It would very much depends on who you were. If you had German ancestry you would be better off under the Germans, if you were Jewish you were far worse off. A lot of people in the former USSR occupied areas like the Baltics or Ukraine actually greeted the Germans as liberators, but they quickly changed their mind when they realized the Germans considered Slavs subhumans.
Jews took the biggest blow, but Hitler didn't plan to stop there. And not all of it was even ethnic. For example, he hated homosexuals and disabled people. He was going to clean the race. Communists were a target, too.
The reason he didn't exterminate everyone at the same time is that he needed slaves and collaborators in the transitional period. People down the list could be used to exterminate those higher up (indirectly, but sometimes directly).
As well as almost any Polish professionals: Teachers, professors, lawyers, government officials, religious figures. The goal of the Germans was to dismantle almost all of Polish society and replace it with German society.
The Soviets also had the goal of exterminating the Polish professional class, hence their massacres at Katyn & elsewhere of, among others, Polish Boy Scouts.
Few people realise that the Soviet Union took roughly one-third of Poland when it & Germany invaded Poland at the beginning of the Second World War — and it kept that territory after the war. Polish society in those conquered territories was replaced with Russian society.
This is the point of view taught in Polish schools, so it's unthinkable for a Pole to think otherwise. However, Lithuanians, Belorussians and Ukrainians would beg to disagree.
For me the most fascinating is the case of Lithuania. Polish children are taught about the Commonwealth, common history, fighting together... So when they hear about anti-Polish sentiment there, it makes no sense to them. People are surprised and can't understand it. That's the fault of presenting a one-sided version of history and completely ignoring the POV of your neighbors.
I'm no expert on history, but this is where Nazi ideology seems contradict itself for me:
* They claimed that all development in Russia was led by people of German (Aryan) origin,
* Yet they focused their efforts on exterminating the social elite first, to make the society of Untermensh (slave race) fall faster.
I don't see the contradiction. They didn't exterminate people of German descent in the conquered territories, rather they were supposed to become the new elite.
Focusing on exterminating of social elite (doctors, lawyers, famous artists, officers, writers, journalists...) is admitting there was an elite. How can a slave race have people creating culture and order?
You cant challenge Nazi racial ideology as if it was a logically consistent system. It was pretty opportunistic. For example Slavs are technically Aryan (given the theory behind the concept of an Aryan race), but nevertheless the Nazis considered them subhumans because it justified the lebensraum politics. On the other hand, the Japanese was elevated to "honorable Aryans" when they became allies.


## AIM OF THE TASK
The required result is an exact copy of every line from the one with "For every button, label, input, icon, or" through the last line below, with the pictures left out.

## INPUT
┄┄┄┄┄┄
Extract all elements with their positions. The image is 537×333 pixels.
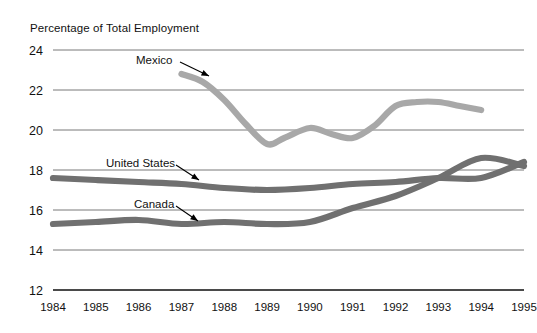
y-tick-label-16: 16 <box>29 204 43 218</box>
y-tick-label-12: 12 <box>29 284 43 298</box>
arrow-head-icon-canada <box>190 214 198 221</box>
arrow-head-icon-united-states <box>191 173 199 180</box>
arrow-head-icon-mexico <box>201 70 209 76</box>
y-tick-label-22: 22 <box>29 84 43 98</box>
x-tick-label-1991: 1991 <box>340 301 366 313</box>
series-label-mexico: Mexico <box>136 54 172 66</box>
x-tick-label-1989: 1989 <box>254 301 280 313</box>
data-series-group <box>53 74 524 224</box>
series-line-mexico <box>181 74 481 145</box>
x-tick-label-1987: 1987 <box>169 301 195 313</box>
y-tick-label-18: 18 <box>29 164 43 178</box>
x-tick-label-1995: 1995 <box>511 301 537 313</box>
y-tick-label-24: 24 <box>29 44 43 58</box>
x-tick-label-1990: 1990 <box>297 301 323 313</box>
x-tick-label-1986: 1986 <box>126 301 152 313</box>
chart-plot-area: 12141618202224 1984198519861987198819891… <box>0 0 537 333</box>
y-tick-label-14: 14 <box>29 244 43 258</box>
x-tick-label-1985: 1985 <box>83 301 109 313</box>
chart-container: Percentage of Total Employment 121416182… <box>0 0 537 333</box>
x-tick-label-1992: 1992 <box>383 301 409 313</box>
series-label-canada: Canada <box>134 198 175 210</box>
y-axis-tick-labels: 12141618202224 <box>29 44 43 298</box>
x-axis-tick-labels: 1984198519861987198819891990199119921993… <box>40 301 537 313</box>
y-tick-label-20: 20 <box>29 124 43 138</box>
x-tick-label-1993: 1993 <box>426 301 452 313</box>
x-tick-label-1988: 1988 <box>211 301 237 313</box>
x-tick-label-1994: 1994 <box>468 301 494 313</box>
series-label-united-states: United States <box>106 157 175 169</box>
x-tick-label-1984: 1984 <box>40 301 66 313</box>
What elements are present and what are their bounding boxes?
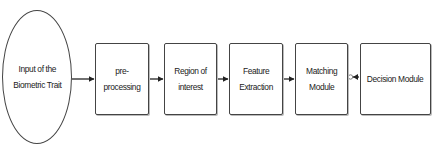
- connector-matching-decision: [348, 74, 359, 80]
- node-matching-module: Matching Module: [295, 43, 348, 115]
- node-input-biometric-trait: Input of the Biometric Trait: [2, 10, 72, 144]
- node-label: Input of the Biometric Trait: [13, 61, 61, 93]
- node-label: Feature Extraction: [239, 63, 273, 95]
- node-decision-module: Decision Module: [360, 43, 431, 115]
- node-region-of-interest: Region of interest: [164, 43, 217, 115]
- node-label: Matching Module: [306, 63, 337, 95]
- node-label: Decision Module: [367, 71, 424, 87]
- node-preprocessing: pre-processing: [95, 43, 149, 115]
- biometric-flow-diagram: Input of the Biometric Trait pre-process…: [0, 0, 448, 149]
- node-label: pre-processing: [99, 63, 145, 95]
- node-feature-extraction: Feature Extraction: [229, 43, 283, 115]
- node-label: Region of interest: [174, 63, 207, 95]
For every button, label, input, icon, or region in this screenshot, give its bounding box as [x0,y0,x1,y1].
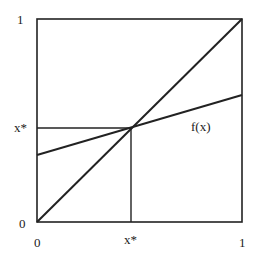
y-axis-label-1: 1 [17,12,24,27]
x-axis-label-1: 1 [239,235,246,250]
x-axis-label-fixed-point: x* [124,232,137,247]
fixed-point-diagram: 1 x* 0 0 x* 1 f(x) [0,0,254,254]
function-curve [37,95,242,155]
diagonal-line [37,19,242,222]
x-axis-label-0: 0 [34,235,41,250]
y-axis-label-0: 0 [19,216,26,231]
function-label: f(x) [191,119,211,134]
y-axis-label-fixed-point: x* [14,120,27,135]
┄┄┄┄┄┄
## OUTPUT FOR THIS TASK
For every button, label, input, icon, or region in this screenshot, give its bounding box as [x0,y0,x1,y1].
y-axis-label-1: 1 [17,12,24,27]
x-axis-label-1: 1 [239,235,246,250]
x-axis-label-fixed-point: x* [124,232,137,247]
fixed-point-diagram: 1 x* 0 0 x* 1 f(x) [0,0,254,254]
function-curve [37,95,242,155]
diagonal-line [37,19,242,222]
x-axis-label-0: 0 [34,235,41,250]
y-axis-label-0: 0 [19,216,26,231]
function-label: f(x) [191,119,211,134]
y-axis-label-fixed-point: x* [14,120,27,135]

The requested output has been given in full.